I really love the image that Derrida casts of reading — just by “looking” at a text, one gets her finger caught in the web of it and also adds a thread to that web, so that looking and making, reading and writing are undifferentiated.

Regarding “webs,” we hear you’re working on a new book about the grid, writing, and devotion. Is the grid also a constraint or parameter? Are you interested in sharing a bit about that project?

I am trying to figure out how to make the grid a constraint. It seems obvious that it is one, right? Not just obvious but that that’s the whole point of the grid. But the grid can also be a window, and so every time I start to work on this project I feel like I’m opening a window, and then all these ideas fly in, and it feels difficult to control. If you have a constraint that comes to mind, I would love to hear it. 

I’ve been thinking about grids for a long time, ever since the summer I worked as a technical writer in the military industrial complex and grids were used to align virtual landscapes in helicopter simulators. One night I got to help with this alignment. I felt like a god. I felt like I was producing this giant womb. It was surreal. More recently, though, the grid has returned to me when I had babies. I got interested in Mary Kelly’s Postpartum Document and the grids she uses to represent her son’s language development, as well as the grid produced by her documenting his soiled cloth diapers. I’m pretty sure there’s something essentially shared in these two experiences—mothering, world building, the matrix, womb, eternity. But I also think Kelly’s documentation, a kind of ledger, is just as much a response to boredom as it is to uncertainty. I’m still trying to understand the connections and their implications.

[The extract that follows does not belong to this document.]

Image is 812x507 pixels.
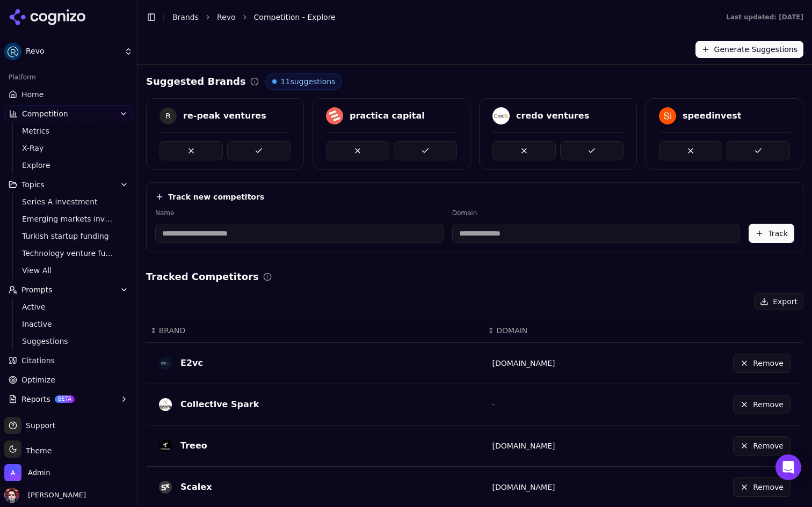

I’d love to read a Chapman book about landscapes, grids, and imagined helicopters. Prompts are always fun to make. My student Jace Lee, a painter and a writer, is making daily work using a grid to paint one square a day using only material found in domestic space — detritus, if you will. I’ll ask her if I can share some examples.

I’m so glad you thought of this. The two places where I’ve spent most of my time these past 12 months are my house and the internet; the latter is very much organized on a grid, and so it makes sense to join the two. But I’m also thinking of Leon Battista Alberti’s veil, a grid of colored string that he used as an aid to perspective in pictorial representation, which is surely how we came to the drawing grid that Jace is using. There is something so immediately poetic in this constraint — perspective, surface, veil, as well as smallness, parceling out, present awareness. I can’t wait to try it.


Grid Prompt inspired by Jace and J’Lyn: 

Every day for a week, take one picture of your domestic landscape using this grid filter from Instagram, or this one. Don’t think too much about the photo. The following day, write three sentences about only what is contained / framed / recalled / suggested in three squares of that matrix.


To Limn / Lying In
J’Lyn Chapman
Pank Books
April, 2020


J’Lyn Chapman serves as an Assistant Professor in the Jack Kerouac School at Naropa University. Her book Beastlife was published by Calamari Archive in 2016. She has also published the chapbooks A Thing of Shreds and Patches (Essay Press, 2016) and The Form Our Curiosity Takes (Essay Press, 2015).

Jace Lee (이주은) is a multidisciplinary artist based in Cleveland, Ohio. Her practice is concerned with language and systems of organization, often translating information from one medium to another. Her paintings and drawings exist as a record of human perception to desire order, and the beauty that emerges from this process.

Sarah Minor is the author of Slim Confessions: The Universe as a Spider or Spit (Noemi Press 2021) and Bright Archive (Rescue Press 2020). She is Assistant Professor of Creative Writing at the Cleveland Institute of Art, Video Editor at TriQuarterly Review and the Assistant Director of the Cleveland Drafts Literary Festival.